Would you give the listing again exactly, without its images?

## Input for this task

--------------------

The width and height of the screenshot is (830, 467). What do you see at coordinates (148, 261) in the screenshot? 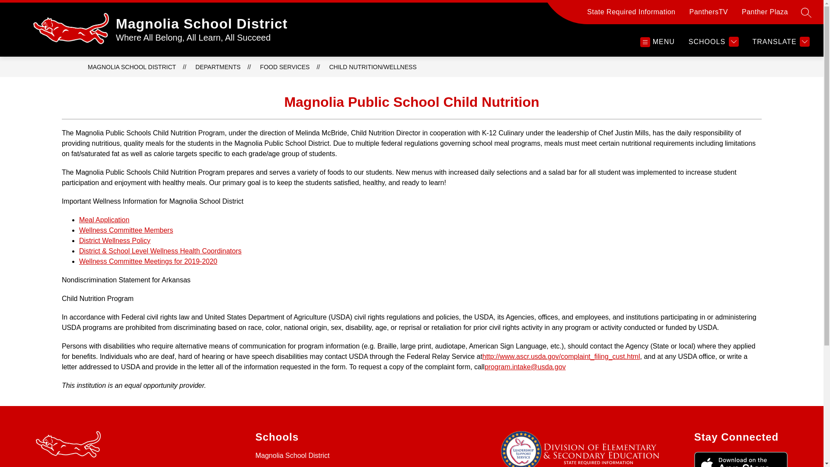
I see `Wellness Committee Meetings for 2019-2020` at bounding box center [148, 261].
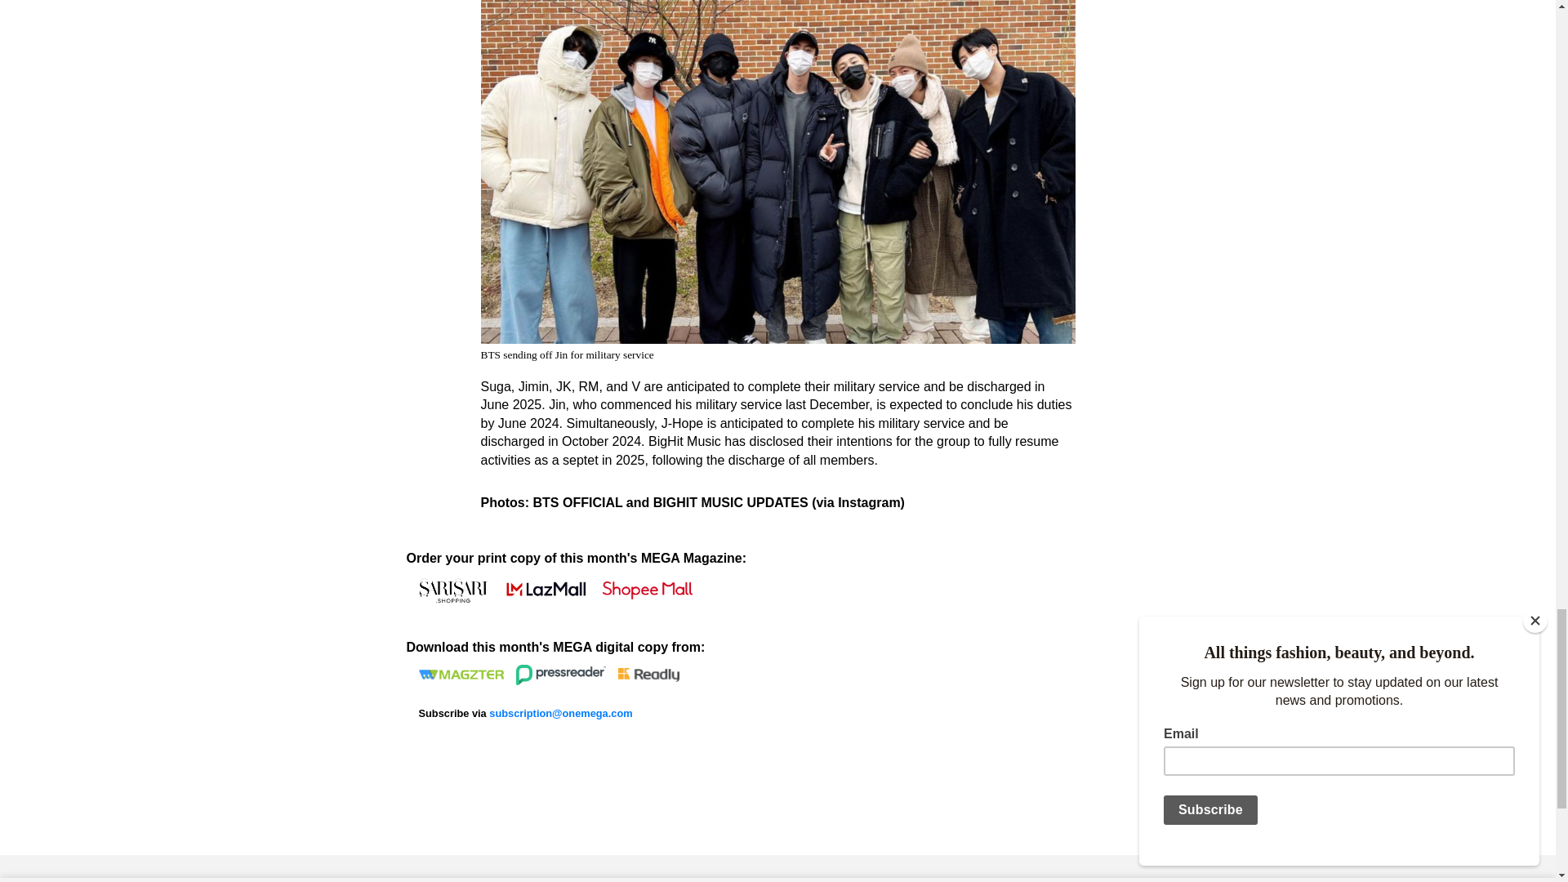  What do you see at coordinates (461, 674) in the screenshot?
I see `Magzter` at bounding box center [461, 674].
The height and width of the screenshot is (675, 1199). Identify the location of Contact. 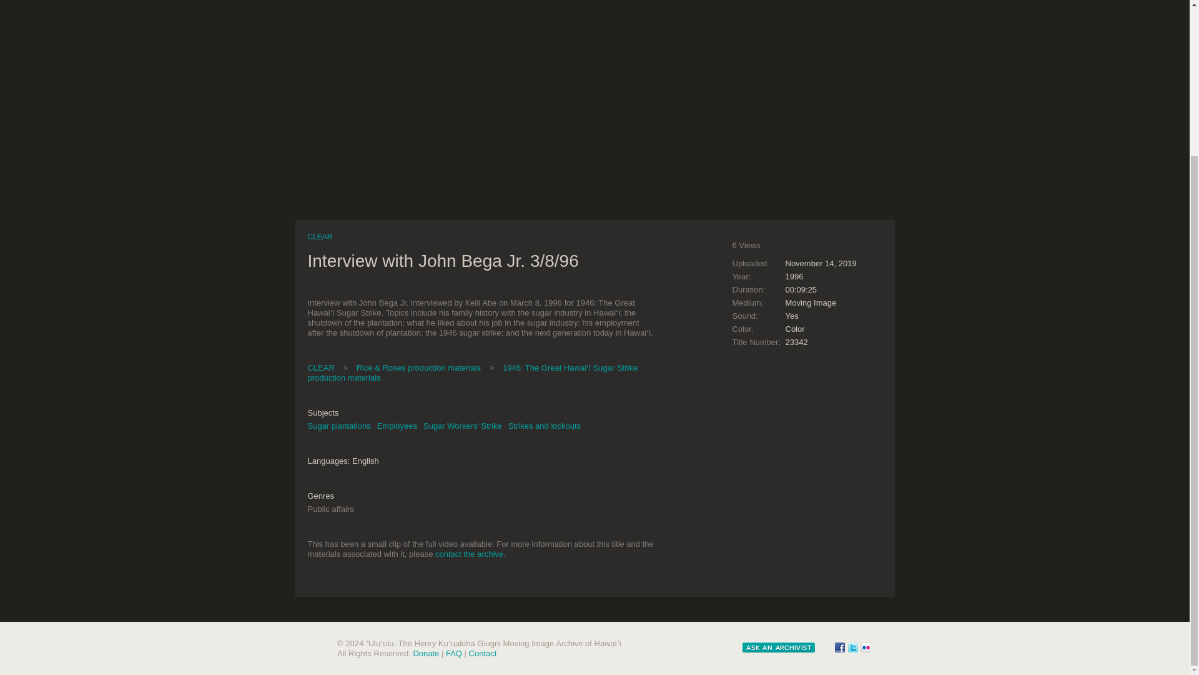
(483, 653).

--------------------

## Solution to this problem
The width and height of the screenshot is (830, 467). What do you see at coordinates (148, 261) in the screenshot? 
I see `Wellness Committee Meetings for 2019-2020` at bounding box center [148, 261].
  What do you see at coordinates (461, 674) in the screenshot?
I see `Magzter` at bounding box center [461, 674].
The height and width of the screenshot is (675, 1199). Identify the location of Contact. 
(483, 653).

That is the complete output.